Locking App Service to Azure Front Door via Middleware

2024, May 18

When hosting public internet applications, like a website, or a BFF (back-end for front-end), not only there are infrastructure considerations to secure the application against attacks, but also application security considerations.

In this post, I am sharing an application lock to only accept requests from a gateway/proxy/load balancer, a service that you control, in this instance Azure Front Door. This is an application security strategy, part of a larger security strategy to control and filter incoming requests.

The challenge

Consider an App Service, created using ASP.NET Core, allowing requests from Azure Front Door only.

diagram

The solution

An ASP.NET Core Middleware in .NET 8.0 can be used for such lock. Basically what you can do is filter requests based on the request header X-Azure-FDID that Azure Front Door1 provides in all of its requests:

/// <summary>
/// Front Door Request Header Middleware
/// </summary>
public class FrontDoorRequestHeaderMiddleware
{
    private readonly RequestDelegate _next;

    /// <summary>
    ///     Initializes a new instance of the <see cref="FrontDoorRequestHeaderMiddleware" /> class.
    /// </summary>
    public FrontDoorRequestHeaderMiddleware(RequestDelegate next)
    {
        _next = next;
    }

    /// <summary>
    /// Middleware Invoke Async
    /// </summary>
    public async Task InvokeAsync(HttpContext context)
    {
        if (Environment.GetEnvironmentVariable("ASPNETCORE_ENVIRONMENT") != "Development") // not for local development
        {
            var appSettings = context.RequestServices.GetRequiredService<IConfiguration>();
            var apiKey = appSettings.GetValue<string>("FrontDoorId"); // this should be on appsettings

            var isHeaderAvailable = context.Request.Headers.TryGetValue("X-Azure-FDID", out StringValues headerValue);
            var isFrontDoorIdValid = apiKey.Equals(headerValue);

            if (!isHeaderAvailable || !isFrontDoorIdValid)
            {
                context.Response.StatusCode = StatusCodes.Status403Forbidden;
                return;
            }
        }

        await _next.Invoke(context);
    }
}

/// <summary>
/// FrontDoor request header extension
/// </summary>
public static class FrontDoorRequestHeaderExtensions
{
    /// <summary>
    /// Use FrontDoor extension
    /// </summary>
    public static IApplicationBuilder UseFrontDoorRequestHeader(
        this IApplicationBuilder builder)
    {
        return builder.UseMiddleware<FrontDoorRequestHeaderMiddleware>();
    }
}

Then from Program.cs you can add this middleware to the App, like this:

...
app.UseFrontDoorRequestHeader();
app.UseAuthentication();
app.UseAuthorization();
...

What I like about this approach is that all requests go through the middleware, and it simply does short-circuit2 the request pipeline in case the request is forbidden, not passing it to the next delegate, avoiding unnecessary work.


An exact transcription of all the entries is needed; pictures stay out.
::: SOURCE DATA
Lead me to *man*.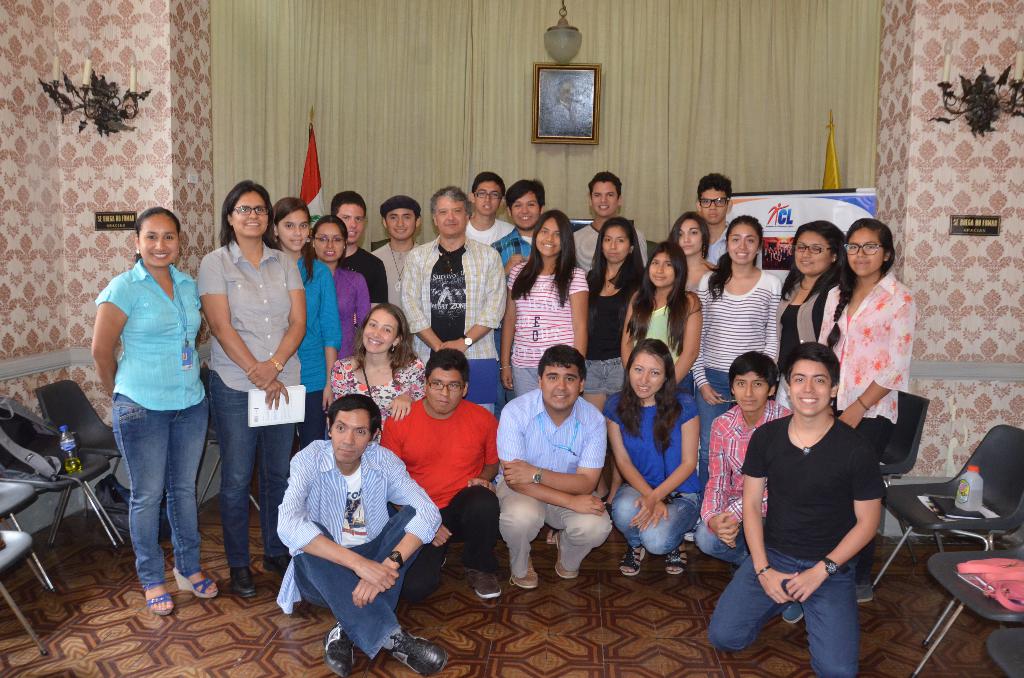
Lead to (694,172,761,271).
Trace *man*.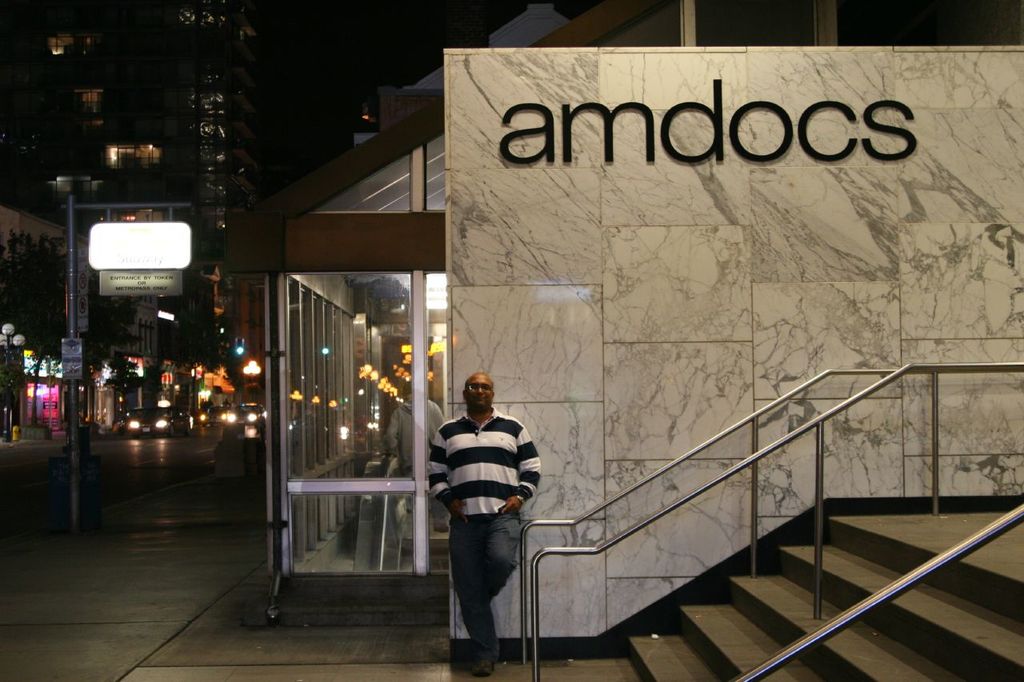
Traced to <bbox>380, 377, 449, 539</bbox>.
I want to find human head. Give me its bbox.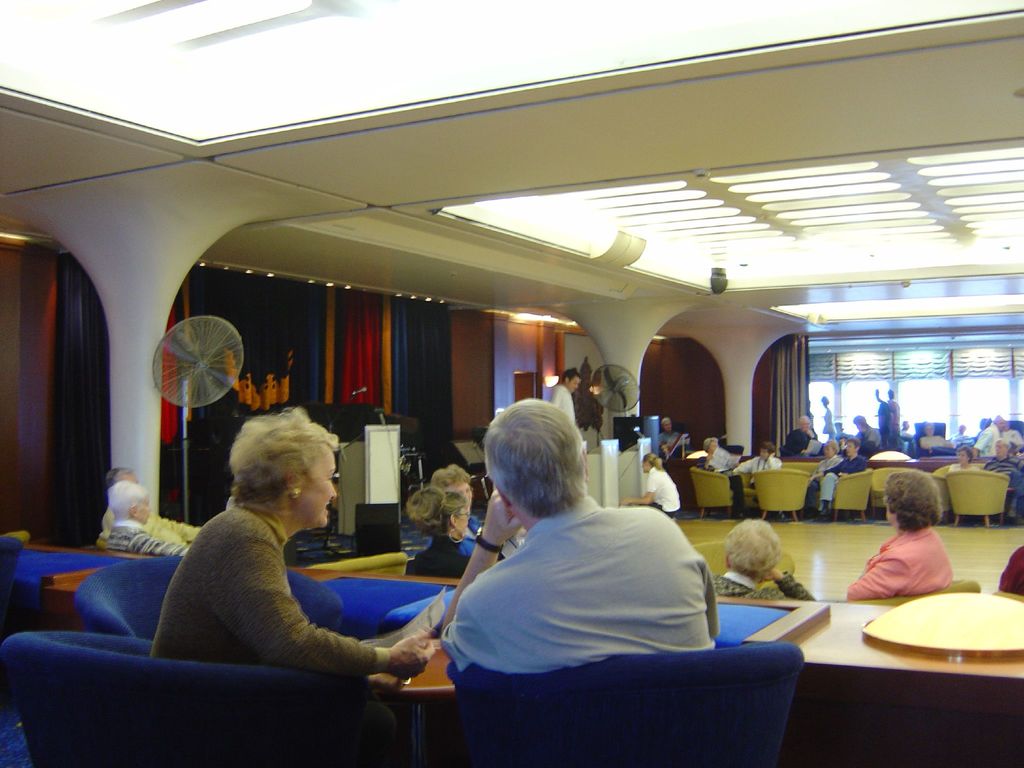
box=[796, 414, 814, 431].
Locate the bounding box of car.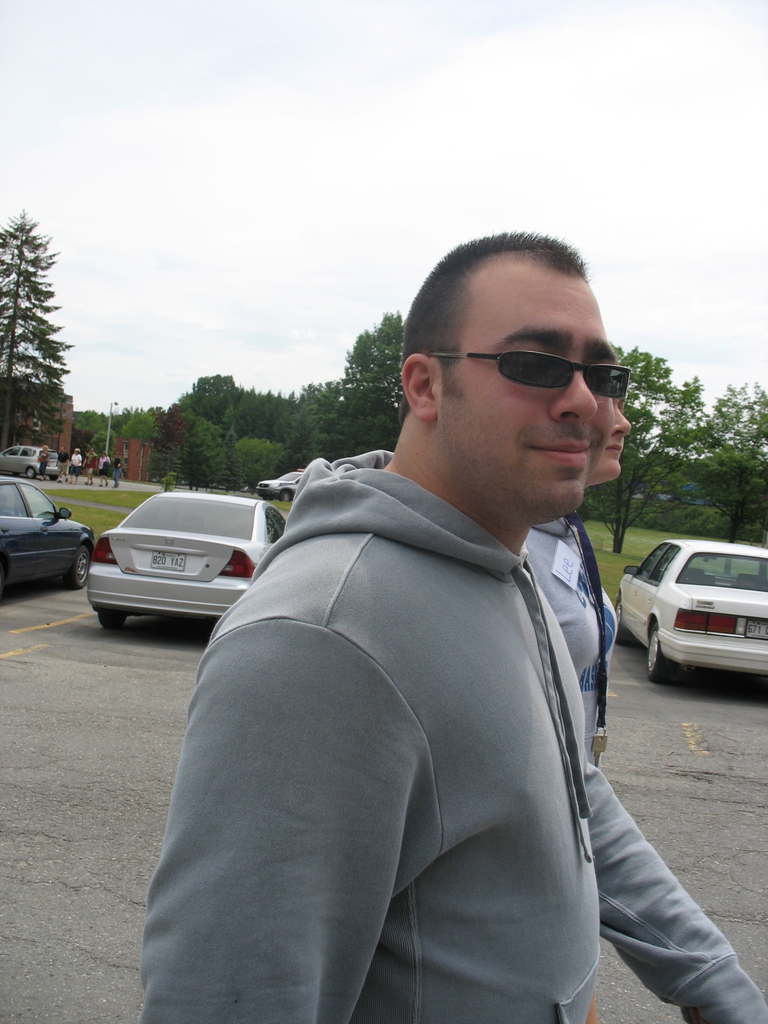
::::::
> _WRITTEN SOLUTION_
Lead me to *man*.
Lead to (694,172,761,271).
Trace *man*.
Traced to <bbox>380, 377, 449, 539</bbox>.
I want to find human head. Give me its bbox.
box=[796, 414, 814, 431].
Locate the bounding box of car.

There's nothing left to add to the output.